We give a universal kernel that renders all the regular languages linearly separable. We are not able to compute this kernel efficiently and conjecture that it is intractable, but we do have an efficient $eps$-approximation.
In structured prediction, a major challenge for models is to represent the interdependencies within their output structures. For the common case where outputs are structured as a sequence, linear-chain conditional random fields (CRFs) are a widely used model class which can learn local dependencies in output sequences. However, the CRFs Markov assumption makes it impossible for these models to capture nonlocal dependencies, and standard CRFs are unable to respect nonlocal constraints of the data (such as global arity constraints on output labels). We present a generalization of CRFs that can enforce a broad class of constraints, including nonlocal ones, by specifying the space of possible output structures as a regular language $mathcal{L}$. The resulting regular-constrained CRF (RegCCRF) has the same formal properties as a standard CRF, but assigns zero probability to all label sequences not in $mathcal{L}$. Notably, RegCCRFs can incorporate their constraints during training, while related models only enforce constraints during decoding. We prove that constrained training is never worse than constrained decoding, and show using synthetic data that it can be substantially better in practice. Additionally, we demonstrate a practical benefit on downstream tasks by incorporating a RegCCRF into a deep neural model for semantic role labeling, exceeding state-of-the-art results on a standard dataset.
We introduce a general framework for approximating regular conditional distributions (RCDs). Our approximations of these RCDs are implemented by a new class of geometric deep learning models with inputs in $mathbb{R}^d$ and outputs in the Wasserstein-$1$ space $mathcal{P}_1(mathbb{R}^D)$. We find that the models built using our framework can approximate any continuous functions from $mathbb{R}^d$ to $mathcal{P}_1(mathbb{R}^D)$ uniformly on compacts, and quantitative rates are obtained. We identify two methods for avoiding the curse of dimensionality; i.e.: the number of parameters determining the approximating neural network depends only polynomially on the involved dimension and the approximation error. The first solution describes functions in $C(mathbb{R}^d,mathcal{P}_1(mathbb{R}^D))$ which can be efficiently approximated on any compact subset of $mathbb{R}^d$. Conversely, the second approach describes sets in $mathbb{R}^d$, on which any function in $C(mathbb{R}^d,mathcal{P}_1(mathbb{R}^D))$ can be efficiently approximated. Our framework is used to obtain an affirmative answer to the open conjecture of Bishop (1994); namely: mixture density networks are universal regular conditional distributions. The predictive performance of the proposed models is evaluated against comparable learning models on various probabilistic predictions tasks in the context of ELMs, model uncertainty, and heteroscedastic regression. All the results are obtained for more general input and output spaces and thus apply to geometric deep learning contexts.
Large machine learning models achieve unprecedented performance on various tasks and have evolved as the go-to technique. However, deploying these compute and memory hungry models on resource constraint environments poses new challenges. In this work, we propose mathematically provable Representer Sketch, a concise set of count arrays that can approximate the inference procedure with simple hashing computations and aggregations. Representer Sketch builds upon the popular Representer Theorem from kernel literature, hence the name, providing a generic fundamental alternative to the problem of efficient inference that goes beyond the popular approach such as quantization, iterative pruning and knowledge distillation. A neural network function is transformed to its weighted kernel density representation, which can be very efficiently estimated with our sketching algorithm. Empirically, we show that Representer Sketch achieves up to 114x reduction in storage requirement and 59x reduction in computation complexity without any drop in accuracy.
We propose a deep learning approach for discovering kernels tailored to identifying clusters over sample data. Our neural network produces sample embeddings that are motivated by--and are at least as expressive as--spectral clustering. Our training objective, based on the Hilbert Schmidt Information Criterion, can be optimized via gradient adaptations on the Stiefel manifold, leading to significant acceleration over spectral methods relying on eigendecompositions. Finally, our trained embedding can be directly applied to out-of-sample data. We show experimentally that our approach outperforms several state-of-the-art deep clustering methods, as well as traditional approaches such as $k$-means and spectral clustering over a broad array of real-life and synthetic datasets.
Motivated by the question of which completely regular semigroups have context-free word problem, we show that for certain classes of languages $mathfrak{C}$(including context-free), every completely regular semigroup that is a union of finitely many finitely generated groups with word problem in $mathfrak{C}$ also has word problem in $mathfrak{C}$. We give an example to show that not all completely regular semigroups with context-free word problem can be so constructed.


:: Your goal ::
The records should be repeated word for word, pictures excluded.

:: Information ::
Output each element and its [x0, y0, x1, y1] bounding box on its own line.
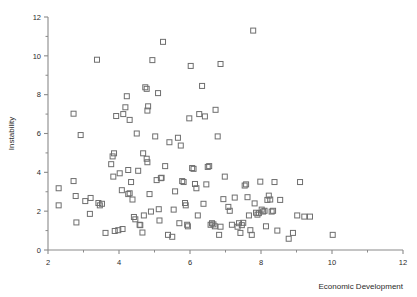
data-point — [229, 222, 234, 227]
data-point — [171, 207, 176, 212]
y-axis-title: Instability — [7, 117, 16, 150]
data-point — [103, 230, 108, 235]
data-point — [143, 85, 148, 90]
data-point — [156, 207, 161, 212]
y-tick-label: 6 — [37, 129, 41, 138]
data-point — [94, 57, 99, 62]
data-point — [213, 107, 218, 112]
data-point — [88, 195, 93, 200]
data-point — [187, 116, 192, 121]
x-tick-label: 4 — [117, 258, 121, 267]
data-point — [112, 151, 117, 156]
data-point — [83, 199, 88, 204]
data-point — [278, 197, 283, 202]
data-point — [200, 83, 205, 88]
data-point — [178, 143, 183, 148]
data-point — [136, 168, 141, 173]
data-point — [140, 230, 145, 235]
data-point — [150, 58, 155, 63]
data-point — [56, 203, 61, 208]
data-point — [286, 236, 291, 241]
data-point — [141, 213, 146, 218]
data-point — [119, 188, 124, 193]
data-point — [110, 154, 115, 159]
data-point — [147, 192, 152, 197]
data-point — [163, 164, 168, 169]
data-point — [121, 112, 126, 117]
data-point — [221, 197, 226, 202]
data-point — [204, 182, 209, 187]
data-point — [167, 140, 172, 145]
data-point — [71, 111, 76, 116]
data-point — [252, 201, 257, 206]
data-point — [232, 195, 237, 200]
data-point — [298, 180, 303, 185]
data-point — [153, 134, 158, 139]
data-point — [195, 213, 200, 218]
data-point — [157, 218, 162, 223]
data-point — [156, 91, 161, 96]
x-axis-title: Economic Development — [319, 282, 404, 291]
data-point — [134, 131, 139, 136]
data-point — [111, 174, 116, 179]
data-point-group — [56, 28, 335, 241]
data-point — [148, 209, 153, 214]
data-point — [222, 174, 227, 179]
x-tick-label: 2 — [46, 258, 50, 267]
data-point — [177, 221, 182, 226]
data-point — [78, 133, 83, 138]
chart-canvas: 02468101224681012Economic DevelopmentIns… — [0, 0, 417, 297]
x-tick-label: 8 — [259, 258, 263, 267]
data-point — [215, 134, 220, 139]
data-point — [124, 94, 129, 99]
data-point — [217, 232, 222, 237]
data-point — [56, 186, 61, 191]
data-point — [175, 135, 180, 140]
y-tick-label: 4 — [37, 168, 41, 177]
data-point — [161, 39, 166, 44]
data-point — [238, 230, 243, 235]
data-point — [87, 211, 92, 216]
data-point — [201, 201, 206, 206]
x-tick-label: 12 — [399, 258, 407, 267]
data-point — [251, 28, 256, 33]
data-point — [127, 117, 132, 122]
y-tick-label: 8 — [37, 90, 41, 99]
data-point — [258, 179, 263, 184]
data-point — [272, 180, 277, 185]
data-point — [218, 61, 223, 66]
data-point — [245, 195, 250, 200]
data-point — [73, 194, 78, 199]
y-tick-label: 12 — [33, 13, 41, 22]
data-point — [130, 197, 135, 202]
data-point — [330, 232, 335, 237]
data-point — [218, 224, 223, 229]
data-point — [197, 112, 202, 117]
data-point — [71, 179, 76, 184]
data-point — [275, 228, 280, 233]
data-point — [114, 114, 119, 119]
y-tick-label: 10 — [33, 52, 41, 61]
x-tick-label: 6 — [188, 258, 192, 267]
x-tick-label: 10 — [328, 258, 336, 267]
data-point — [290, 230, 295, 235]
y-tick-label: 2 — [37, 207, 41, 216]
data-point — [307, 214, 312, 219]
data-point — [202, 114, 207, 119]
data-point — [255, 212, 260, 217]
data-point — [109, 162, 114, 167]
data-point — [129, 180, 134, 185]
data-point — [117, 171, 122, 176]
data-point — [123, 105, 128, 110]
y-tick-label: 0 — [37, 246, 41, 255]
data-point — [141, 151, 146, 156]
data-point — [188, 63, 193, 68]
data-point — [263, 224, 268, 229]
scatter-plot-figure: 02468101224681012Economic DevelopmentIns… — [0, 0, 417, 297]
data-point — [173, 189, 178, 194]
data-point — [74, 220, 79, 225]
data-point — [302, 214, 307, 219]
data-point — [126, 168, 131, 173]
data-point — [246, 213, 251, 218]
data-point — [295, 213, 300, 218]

:: Answer to this problem ::
Output each element and its [x0, y0, x1, y1] bounding box on its own line.
data-point — [229, 222, 234, 227]
data-point — [171, 207, 176, 212]
y-axis-title: Instability — [7, 117, 16, 150]
data-point — [103, 230, 108, 235]
data-point — [143, 85, 148, 90]
data-point — [156, 207, 161, 212]
y-tick-label: 6 — [37, 129, 41, 138]
data-point — [94, 57, 99, 62]
data-point — [213, 107, 218, 112]
data-point — [88, 195, 93, 200]
data-point — [187, 116, 192, 121]
x-tick-label: 4 — [117, 258, 121, 267]
data-point — [112, 151, 117, 156]
data-point — [83, 199, 88, 204]
data-point — [278, 197, 283, 202]
data-point — [200, 83, 205, 88]
data-point — [178, 143, 183, 148]
data-point — [136, 168, 141, 173]
data-point — [140, 230, 145, 235]
data-point — [150, 58, 155, 63]
data-point — [56, 203, 61, 208]
data-point — [286, 236, 291, 241]
data-point — [141, 213, 146, 218]
data-point — [119, 188, 124, 193]
data-point — [110, 154, 115, 159]
data-point — [147, 192, 152, 197]
data-point — [163, 164, 168, 169]
data-point — [121, 112, 126, 117]
data-point — [221, 197, 226, 202]
data-point — [204, 182, 209, 187]
data-point — [167, 140, 172, 145]
data-point — [71, 111, 76, 116]
data-point — [252, 201, 257, 206]
data-point — [232, 195, 237, 200]
data-point — [298, 180, 303, 185]
data-point — [153, 134, 158, 139]
data-point — [195, 213, 200, 218]
data-point — [157, 218, 162, 223]
data-point — [156, 91, 161, 96]
x-axis-title: Economic Development — [319, 282, 404, 291]
data-point — [134, 131, 139, 136]
data-point — [111, 174, 116, 179]
data-point-group — [56, 28, 335, 241]
data-point — [148, 209, 153, 214]
data-point — [222, 174, 227, 179]
x-tick-label: 2 — [46, 258, 50, 267]
data-point — [177, 221, 182, 226]
data-point — [78, 133, 83, 138]
chart-canvas: 02468101224681012Economic DevelopmentIns… — [0, 0, 417, 297]
x-tick-label: 8 — [259, 258, 263, 267]
data-point — [215, 134, 220, 139]
data-point — [124, 94, 129, 99]
data-point — [217, 232, 222, 237]
data-point — [56, 186, 61, 191]
data-point — [175, 135, 180, 140]
y-tick-label: 4 — [37, 168, 41, 177]
data-point — [161, 39, 166, 44]
data-point — [238, 230, 243, 235]
data-point — [87, 211, 92, 216]
data-point — [201, 201, 206, 206]
x-tick-label: 12 — [399, 258, 407, 267]
data-point — [251, 28, 256, 33]
data-point — [127, 117, 132, 122]
y-tick-label: 8 — [37, 90, 41, 99]
data-point — [258, 179, 263, 184]
data-point — [272, 180, 277, 185]
data-point — [218, 61, 223, 66]
data-point — [245, 195, 250, 200]
data-point — [73, 194, 78, 199]
y-tick-label: 12 — [33, 13, 41, 22]
data-point — [130, 197, 135, 202]
data-point — [330, 232, 335, 237]
data-point — [218, 224, 223, 229]
data-point — [197, 112, 202, 117]
data-point — [71, 179, 76, 184]
data-point — [275, 228, 280, 233]
data-point — [114, 114, 119, 119]
y-tick-label: 10 — [33, 52, 41, 61]
x-tick-label: 6 — [188, 258, 192, 267]
x-tick-label: 10 — [328, 258, 336, 267]
data-point — [290, 230, 295, 235]
y-tick-label: 2 — [37, 207, 41, 216]
data-point — [307, 214, 312, 219]
data-point — [202, 114, 207, 119]
data-point — [255, 212, 260, 217]
data-point — [109, 162, 114, 167]
data-point — [129, 180, 134, 185]
data-point — [117, 171, 122, 176]
data-point — [123, 105, 128, 110]
y-tick-label: 0 — [37, 246, 41, 255]
data-point — [141, 151, 146, 156]
data-point — [188, 63, 193, 68]
data-point — [263, 224, 268, 229]
scatter-plot-figure: 02468101224681012Economic DevelopmentIns… — [0, 0, 417, 297]
data-point — [173, 189, 178, 194]
data-point — [74, 220, 79, 225]
data-point — [302, 214, 307, 219]
data-point — [126, 168, 131, 173]
data-point — [246, 213, 251, 218]
data-point — [295, 213, 300, 218]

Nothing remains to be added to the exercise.